Data section: Begin

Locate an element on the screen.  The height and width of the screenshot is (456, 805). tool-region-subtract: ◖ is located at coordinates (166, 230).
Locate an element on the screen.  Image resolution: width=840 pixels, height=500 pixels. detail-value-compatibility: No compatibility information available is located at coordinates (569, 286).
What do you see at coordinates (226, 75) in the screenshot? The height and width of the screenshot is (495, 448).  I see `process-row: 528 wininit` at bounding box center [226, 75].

Data section: End
Data section: Begin

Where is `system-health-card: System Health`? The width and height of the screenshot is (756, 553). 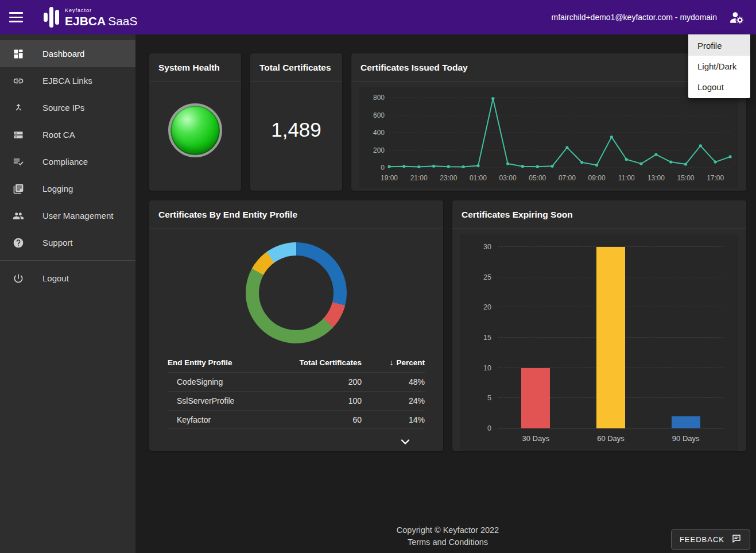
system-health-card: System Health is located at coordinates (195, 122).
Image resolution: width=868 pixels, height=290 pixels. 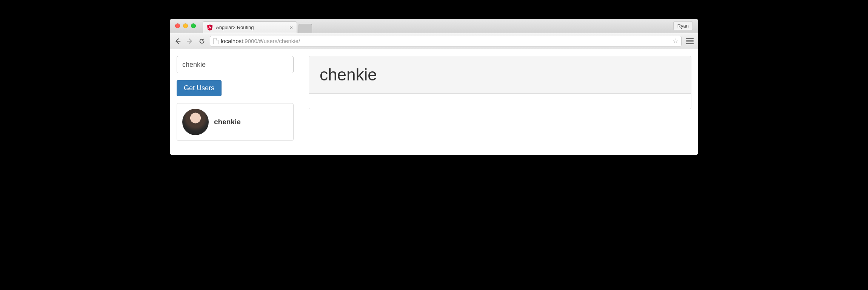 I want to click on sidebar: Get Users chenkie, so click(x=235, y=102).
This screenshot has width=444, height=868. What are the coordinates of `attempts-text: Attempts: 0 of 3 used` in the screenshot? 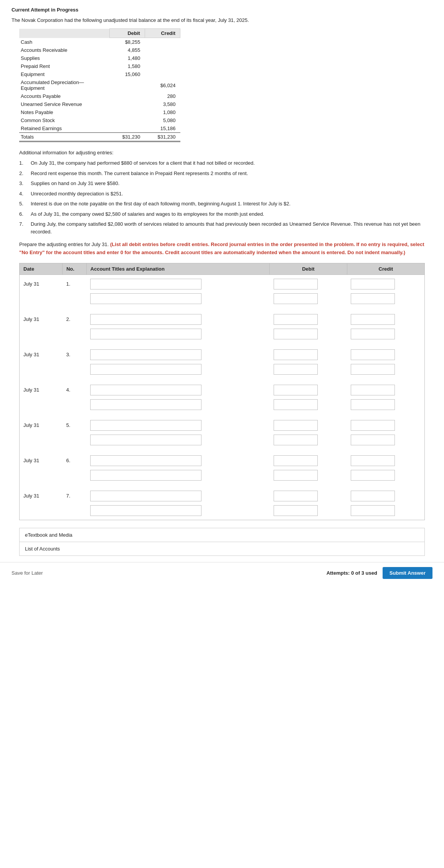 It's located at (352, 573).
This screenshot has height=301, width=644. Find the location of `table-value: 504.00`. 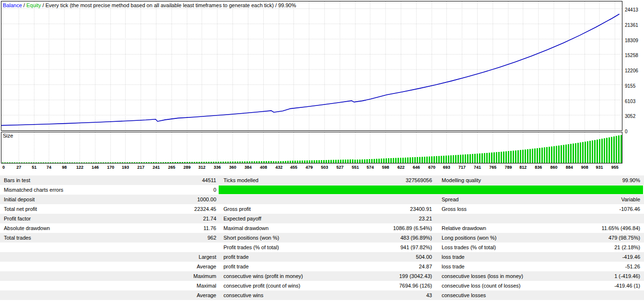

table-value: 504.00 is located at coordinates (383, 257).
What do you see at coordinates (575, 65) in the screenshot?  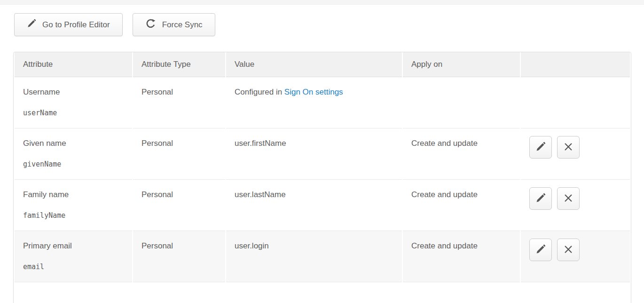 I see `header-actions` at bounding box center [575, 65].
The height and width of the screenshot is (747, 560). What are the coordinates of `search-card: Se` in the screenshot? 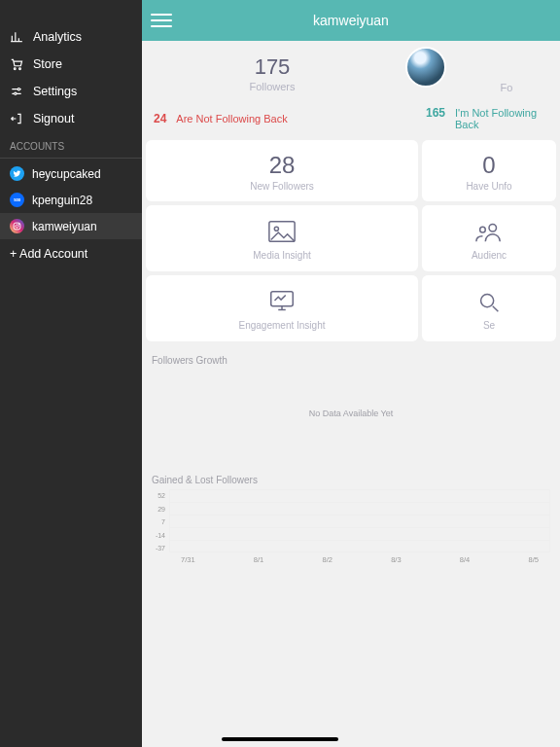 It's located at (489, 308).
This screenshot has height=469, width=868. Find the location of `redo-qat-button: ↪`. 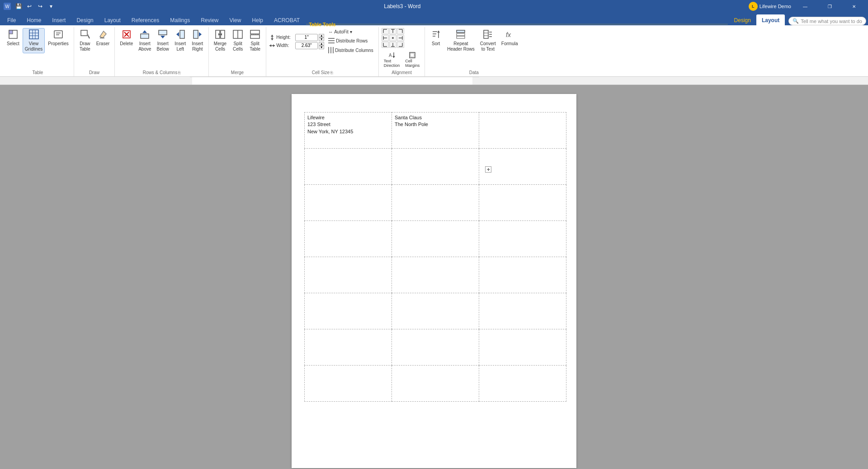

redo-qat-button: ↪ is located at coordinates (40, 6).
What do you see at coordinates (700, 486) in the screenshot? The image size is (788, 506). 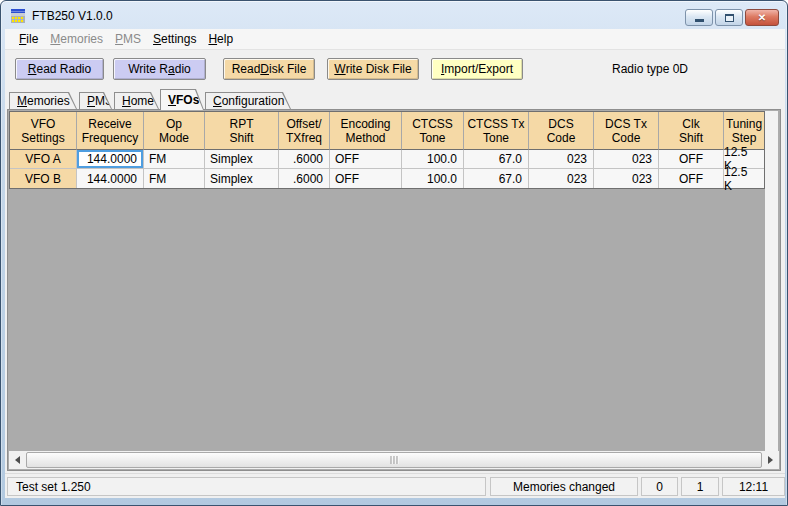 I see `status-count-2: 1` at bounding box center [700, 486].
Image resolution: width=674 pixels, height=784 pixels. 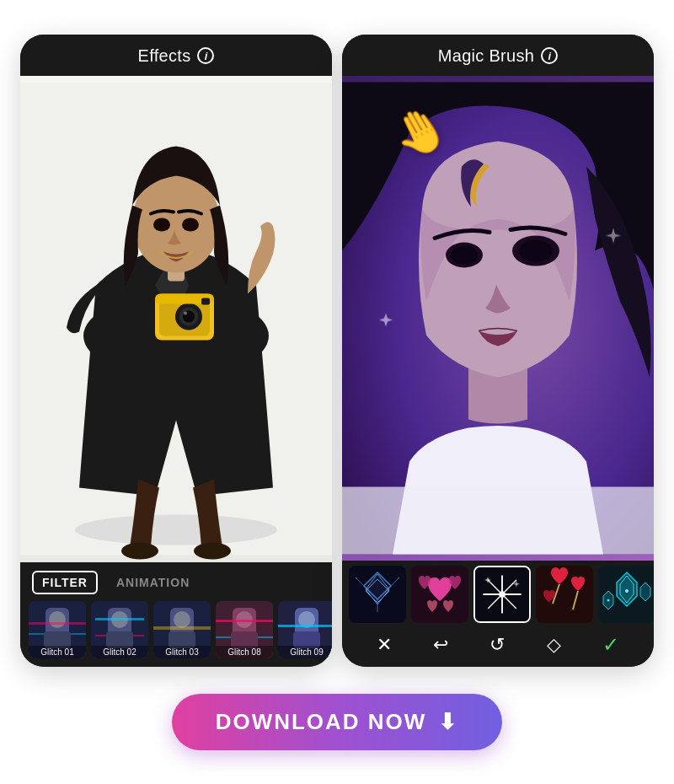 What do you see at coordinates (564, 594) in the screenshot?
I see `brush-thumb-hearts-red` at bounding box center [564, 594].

Data section: End

▸ **Task prompt**
Each line of the records that contains the string "element" must be copied.

▸ **Task response**
Locate an element on the screen.  The height and width of the screenshot is (456, 805). tool-region-subtract: ◖ is located at coordinates (166, 230).
Locate an element on the screen.  Image resolution: width=840 pixels, height=500 pixels. detail-value-compatibility: No compatibility information available is located at coordinates (569, 286).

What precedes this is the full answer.